South Korea on Tuesday reported its first two deaths from an outbreak of Middle East Respiratory Syndrome (MERS).
A second South Korean victim, an 85-year-old woman, died of acute respiratory system failure after coming in contact with the first MERS patient, a 71-year-old man, who also died of the same cause.
The South Korean health ministry on Tuesday reported several new cases that has now brought the total number of MERS patients in the region to 25, Reuters reported.
According to the European Centre for Disease Prevention and Control, South Korea now officially has the third highest number of cases after Saudi Arabia and United Arab Emirates.
A South Korean national, who had defied the quarantine, has become the first MERS case in China. Following this, the South Korean authorities have imposed a travel ban on the nearly 700 people, isolated on grounds of possible infection.
In the meantime, the National Health and Family Planning Commission of China has said that the 44-year-old South Korean businessman entered the country with a fever on Monday and he landed in Hong Kong on Tuesday, before travelling to the internal immigration border in Guangdong province by cross-border bus.
China has currently put him in an isolation ward and notified the WHO, RFA reported.
The Chinese authorities are now trying to trace all the people the South Korean national may have come in contact with, including the 158 passengers on Asiana Airlines Flight 723.
MERS Virus
The first fatal MERS case was recorded in June 2012 in Saudi Arabia and was linked to Camels.
The deadly virus that, according to WHO, is not so contagious and belongs to the family of coronaviruses that includes the common cold and Sars, and can cause fever, breathing problems, pneumonia and kidney failure.
According to the European Centre for Disease Prevention and Control, there has been 1,167 cases of MERS worldwide, of which 479 have died.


- _TASK_:
Which lines of the data below include the string "address"? Return each of them.

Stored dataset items
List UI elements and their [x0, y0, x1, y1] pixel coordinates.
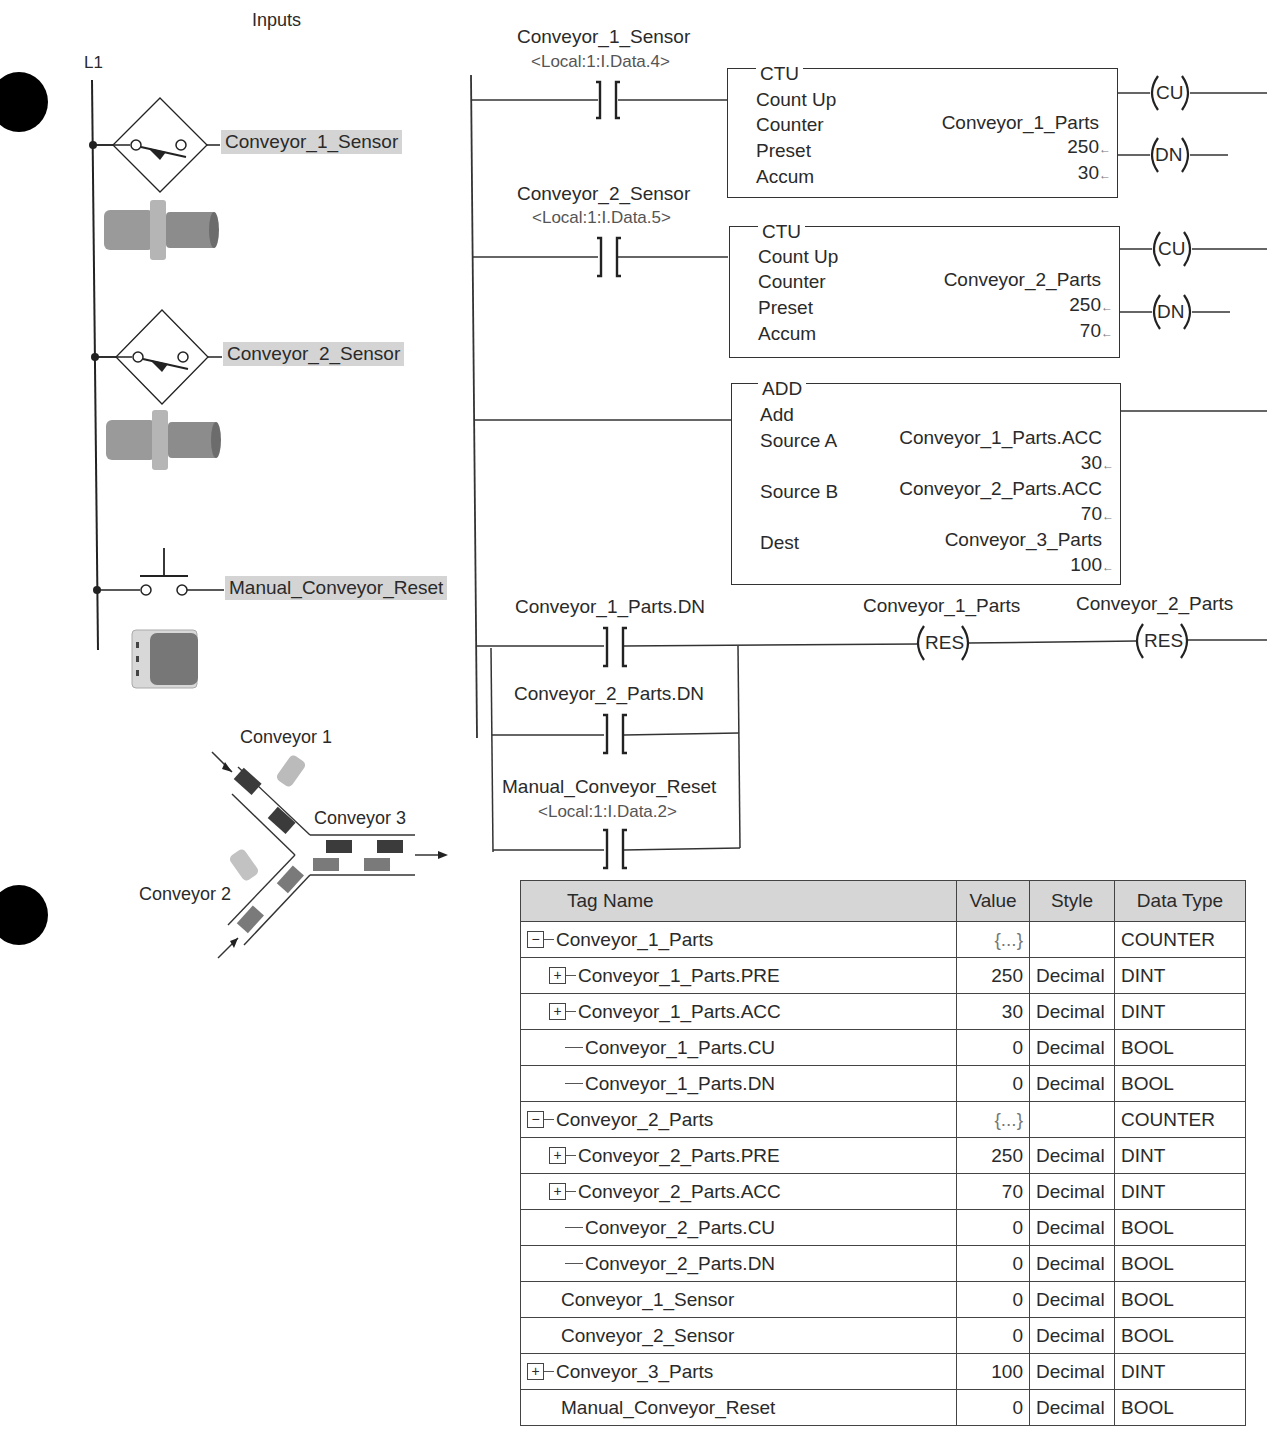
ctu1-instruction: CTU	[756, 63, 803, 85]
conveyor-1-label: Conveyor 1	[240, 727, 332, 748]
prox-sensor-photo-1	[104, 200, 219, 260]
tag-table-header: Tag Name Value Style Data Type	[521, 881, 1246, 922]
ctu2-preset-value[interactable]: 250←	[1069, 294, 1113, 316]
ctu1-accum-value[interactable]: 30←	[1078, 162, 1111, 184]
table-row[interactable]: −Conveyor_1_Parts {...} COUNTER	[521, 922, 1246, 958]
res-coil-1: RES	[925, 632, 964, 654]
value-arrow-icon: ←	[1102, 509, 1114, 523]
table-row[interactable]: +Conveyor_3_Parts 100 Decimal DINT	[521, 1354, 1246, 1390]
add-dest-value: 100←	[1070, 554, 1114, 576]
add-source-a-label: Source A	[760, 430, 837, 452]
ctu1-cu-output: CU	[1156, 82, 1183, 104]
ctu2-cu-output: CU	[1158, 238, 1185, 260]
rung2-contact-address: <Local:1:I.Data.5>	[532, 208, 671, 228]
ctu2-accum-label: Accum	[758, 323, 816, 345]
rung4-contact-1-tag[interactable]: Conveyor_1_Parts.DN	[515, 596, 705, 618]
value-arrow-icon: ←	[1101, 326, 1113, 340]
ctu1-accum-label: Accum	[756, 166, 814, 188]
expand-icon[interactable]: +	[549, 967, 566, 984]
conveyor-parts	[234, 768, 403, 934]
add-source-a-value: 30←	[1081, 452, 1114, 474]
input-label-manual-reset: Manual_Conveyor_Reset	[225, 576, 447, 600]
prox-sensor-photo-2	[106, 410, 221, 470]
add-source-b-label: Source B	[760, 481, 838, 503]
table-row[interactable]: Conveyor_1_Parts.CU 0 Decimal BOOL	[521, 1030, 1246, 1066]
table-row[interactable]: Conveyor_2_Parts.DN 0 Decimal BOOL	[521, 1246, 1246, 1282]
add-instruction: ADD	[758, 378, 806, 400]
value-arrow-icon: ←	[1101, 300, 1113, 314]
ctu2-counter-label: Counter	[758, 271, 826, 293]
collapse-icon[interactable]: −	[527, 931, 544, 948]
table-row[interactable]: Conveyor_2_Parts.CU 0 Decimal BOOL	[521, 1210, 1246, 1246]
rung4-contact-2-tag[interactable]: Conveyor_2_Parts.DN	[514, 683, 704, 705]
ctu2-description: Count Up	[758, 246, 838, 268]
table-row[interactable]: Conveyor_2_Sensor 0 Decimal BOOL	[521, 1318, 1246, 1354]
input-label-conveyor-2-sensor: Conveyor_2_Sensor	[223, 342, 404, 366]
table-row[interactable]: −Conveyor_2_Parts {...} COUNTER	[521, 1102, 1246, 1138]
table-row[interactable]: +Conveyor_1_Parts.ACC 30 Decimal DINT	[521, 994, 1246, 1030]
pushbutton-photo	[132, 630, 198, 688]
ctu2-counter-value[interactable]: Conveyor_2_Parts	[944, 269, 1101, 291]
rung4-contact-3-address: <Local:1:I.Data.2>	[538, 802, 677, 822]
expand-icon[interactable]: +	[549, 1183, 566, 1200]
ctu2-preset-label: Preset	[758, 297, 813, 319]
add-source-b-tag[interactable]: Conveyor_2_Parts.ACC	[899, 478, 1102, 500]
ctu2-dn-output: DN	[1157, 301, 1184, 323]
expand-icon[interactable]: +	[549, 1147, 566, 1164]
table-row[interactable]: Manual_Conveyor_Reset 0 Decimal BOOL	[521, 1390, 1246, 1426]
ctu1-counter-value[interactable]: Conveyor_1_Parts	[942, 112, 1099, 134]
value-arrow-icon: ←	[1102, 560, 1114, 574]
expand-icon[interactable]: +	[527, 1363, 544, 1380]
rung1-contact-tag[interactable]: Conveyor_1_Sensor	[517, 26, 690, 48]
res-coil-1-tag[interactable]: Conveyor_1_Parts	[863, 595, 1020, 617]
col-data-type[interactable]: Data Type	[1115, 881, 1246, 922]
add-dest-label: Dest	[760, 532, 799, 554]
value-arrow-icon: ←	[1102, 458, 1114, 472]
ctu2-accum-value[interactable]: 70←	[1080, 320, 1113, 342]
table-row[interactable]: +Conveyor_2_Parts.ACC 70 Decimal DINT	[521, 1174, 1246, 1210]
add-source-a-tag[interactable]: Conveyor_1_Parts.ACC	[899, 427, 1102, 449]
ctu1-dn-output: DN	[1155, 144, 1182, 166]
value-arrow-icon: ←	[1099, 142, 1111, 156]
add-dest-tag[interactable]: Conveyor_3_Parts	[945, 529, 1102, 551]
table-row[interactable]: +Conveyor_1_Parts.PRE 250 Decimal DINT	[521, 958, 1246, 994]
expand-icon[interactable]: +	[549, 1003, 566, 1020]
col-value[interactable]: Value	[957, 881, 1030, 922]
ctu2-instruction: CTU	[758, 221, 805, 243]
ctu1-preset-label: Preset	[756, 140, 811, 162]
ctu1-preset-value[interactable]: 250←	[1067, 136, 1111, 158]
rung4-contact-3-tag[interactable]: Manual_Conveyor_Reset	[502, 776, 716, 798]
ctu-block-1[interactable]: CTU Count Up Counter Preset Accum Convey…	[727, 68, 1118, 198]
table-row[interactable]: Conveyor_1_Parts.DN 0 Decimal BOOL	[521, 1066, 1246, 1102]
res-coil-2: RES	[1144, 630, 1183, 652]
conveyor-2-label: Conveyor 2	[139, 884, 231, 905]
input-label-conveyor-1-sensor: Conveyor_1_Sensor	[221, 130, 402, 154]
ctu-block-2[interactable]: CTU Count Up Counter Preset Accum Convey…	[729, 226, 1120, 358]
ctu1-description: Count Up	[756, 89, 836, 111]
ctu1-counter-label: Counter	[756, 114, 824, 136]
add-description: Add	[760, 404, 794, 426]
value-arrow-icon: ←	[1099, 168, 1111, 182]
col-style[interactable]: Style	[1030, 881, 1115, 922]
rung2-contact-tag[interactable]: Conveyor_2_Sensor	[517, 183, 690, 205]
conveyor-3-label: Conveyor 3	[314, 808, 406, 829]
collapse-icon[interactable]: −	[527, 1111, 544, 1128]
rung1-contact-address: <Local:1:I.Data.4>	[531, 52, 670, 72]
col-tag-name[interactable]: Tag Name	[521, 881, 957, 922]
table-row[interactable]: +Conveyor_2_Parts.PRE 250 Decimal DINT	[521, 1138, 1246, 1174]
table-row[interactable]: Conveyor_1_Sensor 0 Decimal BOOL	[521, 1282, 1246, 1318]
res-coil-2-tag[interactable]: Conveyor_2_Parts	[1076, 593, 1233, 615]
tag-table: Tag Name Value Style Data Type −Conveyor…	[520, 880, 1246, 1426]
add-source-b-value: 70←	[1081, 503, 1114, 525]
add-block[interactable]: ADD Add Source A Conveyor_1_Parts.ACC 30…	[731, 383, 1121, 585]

==

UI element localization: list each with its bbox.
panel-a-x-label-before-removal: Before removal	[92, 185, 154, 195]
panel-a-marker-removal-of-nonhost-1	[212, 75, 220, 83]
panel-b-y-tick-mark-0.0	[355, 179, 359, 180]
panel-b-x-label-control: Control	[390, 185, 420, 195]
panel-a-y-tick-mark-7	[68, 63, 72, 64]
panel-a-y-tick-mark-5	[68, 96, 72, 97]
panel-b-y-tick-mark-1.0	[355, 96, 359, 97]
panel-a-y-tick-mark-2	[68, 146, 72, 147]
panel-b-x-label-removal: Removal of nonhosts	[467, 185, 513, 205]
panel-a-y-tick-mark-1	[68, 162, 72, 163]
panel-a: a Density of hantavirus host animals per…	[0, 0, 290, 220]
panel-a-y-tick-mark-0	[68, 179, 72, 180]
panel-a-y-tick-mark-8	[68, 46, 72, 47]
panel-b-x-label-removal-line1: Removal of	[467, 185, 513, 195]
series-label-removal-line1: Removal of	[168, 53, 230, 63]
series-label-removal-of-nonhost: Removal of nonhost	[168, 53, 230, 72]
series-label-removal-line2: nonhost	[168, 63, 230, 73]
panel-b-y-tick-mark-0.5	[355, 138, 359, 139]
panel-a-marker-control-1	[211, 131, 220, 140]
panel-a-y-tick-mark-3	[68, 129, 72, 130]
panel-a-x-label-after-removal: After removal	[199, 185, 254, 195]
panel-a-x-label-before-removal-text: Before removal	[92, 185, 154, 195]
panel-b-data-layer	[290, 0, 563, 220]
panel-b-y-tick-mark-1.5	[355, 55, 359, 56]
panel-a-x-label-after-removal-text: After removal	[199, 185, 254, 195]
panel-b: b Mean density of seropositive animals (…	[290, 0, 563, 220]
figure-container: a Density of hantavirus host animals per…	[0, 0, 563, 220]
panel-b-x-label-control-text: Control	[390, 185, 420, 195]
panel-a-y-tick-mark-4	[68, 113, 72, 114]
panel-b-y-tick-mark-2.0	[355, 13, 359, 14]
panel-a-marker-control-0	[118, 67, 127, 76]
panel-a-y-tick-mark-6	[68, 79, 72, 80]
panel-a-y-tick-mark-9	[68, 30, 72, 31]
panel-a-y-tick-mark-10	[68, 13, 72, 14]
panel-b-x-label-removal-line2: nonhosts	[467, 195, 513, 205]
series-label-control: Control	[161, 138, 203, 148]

- _TASK OUTPUT_:
rung2-contact-address: <Local:1:I.Data.5>	[532, 208, 671, 228]
rung4-contact-3-address: <Local:1:I.Data.2>	[538, 802, 677, 822]
rung1-contact-address: <Local:1:I.Data.4>	[531, 52, 670, 72]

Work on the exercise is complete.